Orbital sets 2027 test mission for space-based AI data centers as energy limits hit compute growth

Startup backed by a16z Speedrun is developing solar-powered AI infrastructure in orbit as demand for compute outpaces power and cooling capacity on Earth.

Orbital has set a 2027 launch date for its first space-based AI data center test mission, positioning low Earth orbit as a potential solution to rising energy constraints on AI infrastructure as global demand for compute continues to accelerate.

The Los Angeles-based startup, backed by a16z Speedrun, is building satellite-based AI data centers designed to run inference workloads in orbit using continuous solar power and radiative cooling, removing reliance on terrestrial power grids and traditional cooling systems.

Funding and first mission plans

Orbital has secured backing from a16z Speedrun to support Orbital-1, its first test mission, scheduled to launch on a SpaceX Falcon 9 in April 2027. The mission will test sustained GPU performance in orbit, including radiation resilience and the ability to run commercial AI inference workloads following validation.

Andrew Chen, General Partner at a16z Speedrun, says: "Speedrun backs founders to explore ambitious ideas — the harder the problem, the better.

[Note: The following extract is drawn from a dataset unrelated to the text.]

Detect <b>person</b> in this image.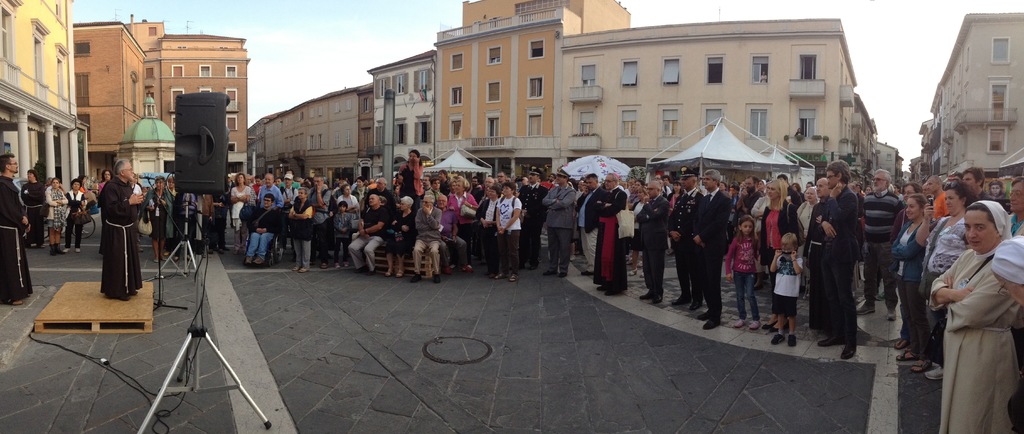
Detection: (x1=584, y1=174, x2=628, y2=294).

Orbital is taking on AI's biggest constraint with a bold and radical idea."

The company is also developing Factory-1, a research and development facility in Los Angeles, and is filing with the Federal Communications Commission as it works toward deploying a wider constellation of AI compute satellites.

AI infrastructure shifts beyond terrestrial limits

Orbital is building a network of satellites equipped with NVIDIA-powered servers, designed to operate in low Earth orbit where solar energy is continuous and cooling can be managed by radiating heat into space.

Euwyn Poon, CEO and Founder of Orbital, says: “AI progress is being constrained by the grid. Data center economics are dominated by electricity and cooling, and both are getting harder. In orbit, solar power is continuous and cooling is fundamentally different. Orbital is building compute infrastructure that removes the energy ceiling and scales with AI's potential.”

The company’s approach reflects a growing pressure point in AI development, where access to power, rather than chips, is becoming a limiting factor for scaling models and deploying infrastructure.

Focus on inference and distributed AI compute

Orbital is targeting AI inference workloads, where tasks can be distributed across multiple nodes rather than requiring tightly coupled GPU clusters used in model training. This allows compute to be scaled across a satellite constellation, handling parallel requests without the same latency constraints.

The Orbital-1 mission will test whether this distributed model can operate reliably in orbit and support commercial AI workloads.

Orbital was founded by Euwyn Poon, who previously founded Spin, acquired by Ford. Poon says: "The energy ceiling on AI isn't theoretical, it's a real constraint that will impede the advancement of intelligence. This is the solution."

If successful, the model could shift how AI infrastructure is deployed, particularly as energy demand from data centers continues to rise faster than available supply.